I reached the smooth wet sand of the shore that gave ever-so-slightly to the impact of my bare feet. After strolling a short distance with my eyes wandering between the waves and the beach population, I noticed the translucent heart-shaped water balloons with purple stitching and tassels in my path. Remembering the warning on the chalkboard at the entrance about the presence of man o‘ wars, I wondered how many I had just missed stepping on. Then I saw a woman at the top of a dune, lying on her stomach and a blanket wearing a floppy hat, big sunglasses and an orange dress. I couldn’t get a good look at her face but I noticed her hair was the right color and the body-type was close. I wondered how many times I would see women in the next few days that would look like possibilities.

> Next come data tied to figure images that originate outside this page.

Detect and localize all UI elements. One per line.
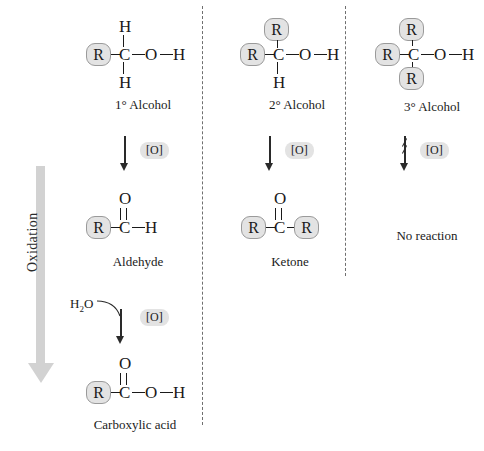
- group-r-top: R: [264, 18, 289, 41]
- atom-c-center: C: [407, 46, 420, 63]
- atom-o-top: O: [118, 190, 132, 207]
- diagram-canvas: Oxidation H R C O H H 1° Alcohol [O] O: [0, 0, 484, 451]
- arrow-head: [265, 163, 273, 171]
- atom-h-right: H: [144, 219, 158, 236]
- water-h: H: [70, 296, 79, 311]
- arrow-head: [400, 163, 408, 171]
- arrow-shaft: [124, 136, 126, 164]
- atom-o-top: O: [273, 190, 287, 207]
- caption-ketone: Ketone: [230, 254, 350, 270]
- reagent-badge-tertiary: [O]: [420, 142, 449, 159]
- atom-h-right: H: [172, 384, 186, 401]
- reagent-badge-secondary-1: [O]: [285, 142, 314, 159]
- atom-h-right: H: [461, 46, 475, 63]
- atom-c-center: C: [273, 219, 286, 236]
- reagent-badge-primary-2: [O]: [140, 309, 169, 326]
- structure-carboxylic-acid: O R C O H: [83, 355, 213, 411]
- atom-h-bottom: H: [118, 74, 132, 91]
- atom-o-top: O: [118, 355, 132, 372]
- atom-c-center: C: [118, 219, 131, 236]
- caption-primary-alcohol: 1° Alcohol: [83, 97, 203, 113]
- atom-r-label: R: [406, 71, 417, 87]
- group-r-right: R: [294, 216, 319, 239]
- arrow-shaft: [269, 136, 271, 164]
- group-r-left: R: [240, 43, 265, 66]
- atom-c-center: C: [118, 46, 131, 63]
- arrow-shaft: [120, 309, 122, 337]
- atom-r-label: R: [93, 385, 104, 401]
- caption-carboxylic-acid: Carboxylic acid: [70, 417, 200, 433]
- group-r-left: R: [241, 216, 266, 239]
- atom-r-label: R: [406, 22, 417, 38]
- group-r-left: R: [86, 43, 111, 66]
- atom-o: O: [298, 46, 312, 63]
- reagent-badge-primary-1: [O]: [140, 142, 169, 159]
- caption-aldehyde: Aldehyde: [83, 254, 193, 270]
- byproduct-water: H2O: [70, 296, 93, 314]
- group-r-top: R: [399, 18, 424, 41]
- arrow-head: [120, 163, 128, 171]
- group-r-bottom: R: [399, 67, 424, 90]
- oxidation-label: Oxidation: [25, 212, 41, 272]
- arrow-head: [116, 336, 124, 344]
- structure-primary-alcohol: H R C O H H: [83, 18, 203, 90]
- atom-h-right: H: [326, 46, 340, 63]
- water-o: O: [84, 296, 93, 311]
- atom-o-right: O: [144, 384, 158, 401]
- atom-r-label: R: [382, 47, 393, 63]
- oxidation-arrow-head: [28, 363, 54, 383]
- atom-r-label: R: [271, 22, 282, 38]
- atom-r-label: R: [93, 220, 104, 236]
- structure-tertiary-alcohol: R R C O H R: [372, 18, 484, 98]
- atom-h-right: H: [172, 46, 186, 63]
- structure-secondary-alcohol: R R C O H H: [237, 18, 357, 94]
- atom-c-center: C: [272, 46, 285, 63]
- atom-r-label: R: [93, 47, 104, 63]
- atom-c-center: C: [118, 384, 131, 401]
- atom-o: O: [433, 46, 447, 63]
- structure-ketone: O R C R: [230, 190, 350, 246]
- caption-no-reaction: No reaction: [370, 228, 484, 244]
- caption-secondary-alcohol: 2° Alcohol: [237, 97, 357, 113]
- group-r-left: R: [86, 216, 111, 239]
- group-r-left: R: [86, 381, 111, 404]
- caption-tertiary-alcohol: 3° Alcohol: [372, 99, 484, 115]
- atom-r-label: R: [247, 47, 258, 63]
- structure-aldehyde: O R C H: [83, 190, 203, 246]
- atom-o: O: [144, 46, 158, 63]
- atom-r-label: R: [248, 220, 259, 236]
- group-r-left: R: [375, 43, 400, 66]
- atom-h-top: H: [118, 18, 132, 35]
- atom-r-label: R: [301, 220, 312, 236]
- atom-h-bottom: H: [272, 74, 286, 91]
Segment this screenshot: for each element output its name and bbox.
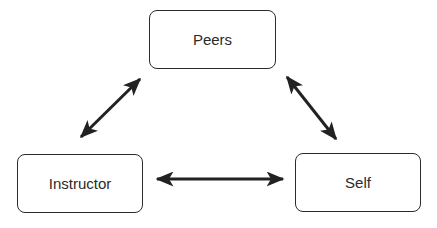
arrow-instructor-peers — [81, 79, 140, 137]
node-instructor: Instructor — [17, 154, 143, 213]
node-peers: Peers — [149, 10, 276, 69]
node-self: Self — [295, 153, 421, 212]
arrow-peers-self — [287, 77, 336, 139]
node-self-label: Self — [345, 174, 371, 191]
node-instructor-label: Instructor — [49, 175, 112, 192]
node-peers-label: Peers — [193, 31, 232, 48]
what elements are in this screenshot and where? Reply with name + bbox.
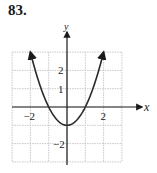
- axes: [12, 32, 142, 165]
- svg-text:−2: −2: [23, 110, 35, 122]
- svg-text:x: x: [143, 100, 150, 114]
- svg-text:−2: −2: [53, 138, 65, 150]
- tick-labels: xy−2221−2: [23, 21, 149, 150]
- parabola-graph: xy−2221−2: [0, 0, 157, 173]
- svg-text:2: 2: [58, 64, 64, 76]
- svg-text:2: 2: [101, 110, 107, 122]
- svg-text:y: y: [63, 21, 69, 32]
- svg-text:1: 1: [58, 83, 64, 95]
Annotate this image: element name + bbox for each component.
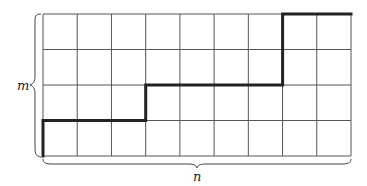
m-label: m (17, 79, 29, 92)
n-label: n (193, 170, 201, 183)
left-brace (30, 14, 41, 157)
bottom-brace (43, 159, 351, 168)
lattice-path-diagram (0, 0, 367, 186)
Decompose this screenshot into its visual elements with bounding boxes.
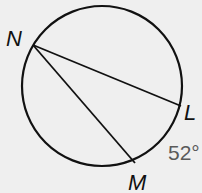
circle-diagram: N L M 52° [0,0,202,193]
point-label-m: M [128,170,147,193]
arc-measure-label: 52° [168,141,200,164]
point-label-n: N [6,26,22,51]
circle [22,6,182,166]
chord-NL [33,45,181,106]
point-label-l: L [184,100,196,125]
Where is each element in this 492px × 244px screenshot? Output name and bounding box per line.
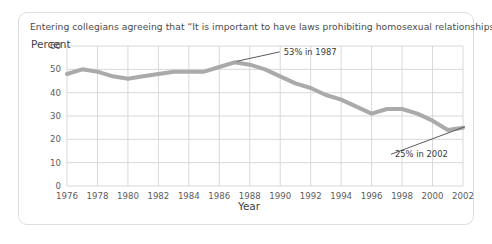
x-tick-label: 1982	[147, 191, 169, 201]
x-tick-label: 1998	[391, 191, 413, 201]
y-tick-label: 30	[50, 111, 61, 121]
x-tick-label: 1992	[300, 191, 322, 201]
y-tick-label: 40	[50, 88, 61, 98]
grid-lines	[67, 46, 463, 186]
x-axis-title: Year	[237, 200, 261, 212]
y-tick-label: 50	[50, 64, 61, 74]
chart-plot-area: 0102030405060 19761978198019821984198619…	[19, 13, 475, 226]
y-tick-label: 10	[50, 158, 61, 168]
x-tick-label: 1986	[208, 191, 230, 201]
annotation-label: 25% in 2002	[395, 149, 448, 159]
figure-card: Entering collegians agreeing that “It is…	[18, 12, 474, 225]
y-axis-title: Percent	[31, 38, 71, 50]
annotation-leader-line	[237, 52, 280, 61]
x-tick-label: 1996	[361, 191, 383, 201]
x-tick-label: 1978	[87, 191, 109, 201]
x-tick-label: 1990	[269, 191, 291, 201]
x-tick-label: 2002	[452, 191, 474, 201]
x-tick-label: 2000	[422, 191, 444, 201]
x-tick-label: 1994	[330, 191, 352, 201]
data-line-series	[67, 62, 463, 130]
x-tick-label: 1976	[56, 191, 78, 201]
y-axis-tick-labels: 0102030405060	[50, 41, 61, 191]
x-tick-label: 1984	[178, 191, 200, 201]
annotation-label: 53% in 1987	[284, 47, 337, 57]
x-axis-tick-labels: 1976197819801982198419861988199019921994…	[56, 191, 474, 201]
line-chart: 0102030405060 19761978198019821984198619…	[19, 13, 475, 226]
data-line	[67, 62, 463, 130]
x-tick-label: 1980	[117, 191, 139, 201]
y-tick-label: 0	[56, 181, 61, 191]
y-tick-label: 20	[50, 134, 61, 144]
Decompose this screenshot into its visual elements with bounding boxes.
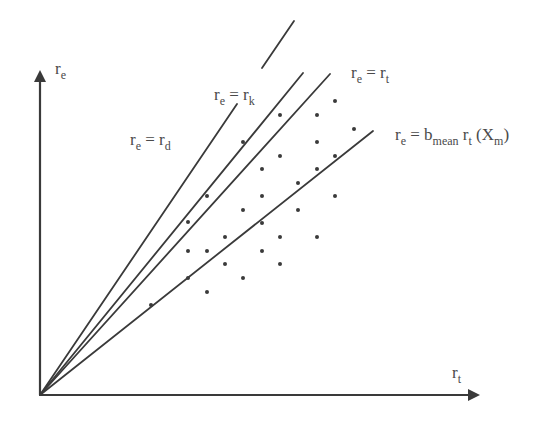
data-point: [260, 167, 264, 171]
y-axis-label: re: [55, 59, 66, 82]
data-point: [315, 235, 319, 239]
data-point: [315, 140, 319, 144]
axes: rt re: [34, 59, 480, 401]
data-point: [260, 249, 264, 253]
data-point: [205, 290, 209, 294]
line-re-eq-bmean: [40, 131, 373, 395]
label-re-eq-bmean-rt-xm: re = bmean rt (Xm): [395, 125, 509, 148]
data-point: [260, 221, 264, 225]
label-re-eq-rk: re = rk: [214, 85, 255, 108]
data-point: [333, 99, 337, 103]
data-point: [149, 303, 153, 307]
line-labels: re = rd re = rk re = rt re = bmean rt (X…: [130, 63, 509, 153]
reference-lines: [40, 21, 373, 395]
data-point: [333, 154, 337, 158]
diagram-canvas: rt re re = rd re = rk re = rt re = bmean…: [0, 0, 559, 421]
line-re-eq-rk-extension: [262, 21, 294, 68]
data-point: [205, 194, 209, 198]
data-point: [241, 208, 245, 212]
scatter-points: [149, 99, 356, 307]
data-point: [296, 181, 300, 185]
data-point: [186, 220, 190, 224]
data-point: [241, 276, 245, 280]
data-point: [241, 140, 245, 144]
line-re-eq-rt: [40, 74, 330, 395]
data-point: [186, 276, 190, 280]
label-re-eq-rd: re = rd: [130, 130, 171, 153]
data-point: [223, 235, 227, 239]
y-axis-arrow-icon: [34, 70, 46, 82]
data-point: [223, 262, 227, 266]
label-re-eq-rt: re = rt: [351, 63, 390, 86]
data-point: [278, 154, 282, 158]
data-point: [186, 249, 190, 253]
data-point: [315, 113, 319, 117]
data-point: [315, 167, 319, 171]
x-axis-arrow-icon: [468, 389, 480, 401]
data-point: [352, 127, 356, 131]
data-point: [278, 262, 282, 266]
line-re-eq-rk: [40, 73, 303, 395]
data-point: [260, 194, 264, 198]
x-axis-label: rt: [452, 363, 462, 386]
data-point: [296, 208, 300, 212]
data-point: [205, 249, 209, 253]
data-point: [333, 194, 337, 198]
data-point: [278, 113, 282, 117]
data-point: [278, 235, 282, 239]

I didn’t want to appear to be too obvious about checking her out so I decided to walk a little further and then double-back to get a better view of her. On my way back, I saw her running at me with an open-mouthed smile.

I’d been on the beach for 10 minutes. She had noticed me walking past her and wondered so she kept an eye on me. When I turned around, she saw the scarlet and grey “The Ohio State University” game day tee-shirt and suddenly I was telescoped into her world. It was unusual for her to be there. She hadn’t been to the beach much. Even then, she was working. That window of a couple hours on Sunday turned out to be the only chance I would have had to find her there. We talked easily and comfortably for about an hour. I was disappointed when she mentioned that I couldn’t come to her place which had to remain a business secret but she did ask how long I could stay and when I said all week she suggested I just remain at the reasonably-priced hotel I had chosen.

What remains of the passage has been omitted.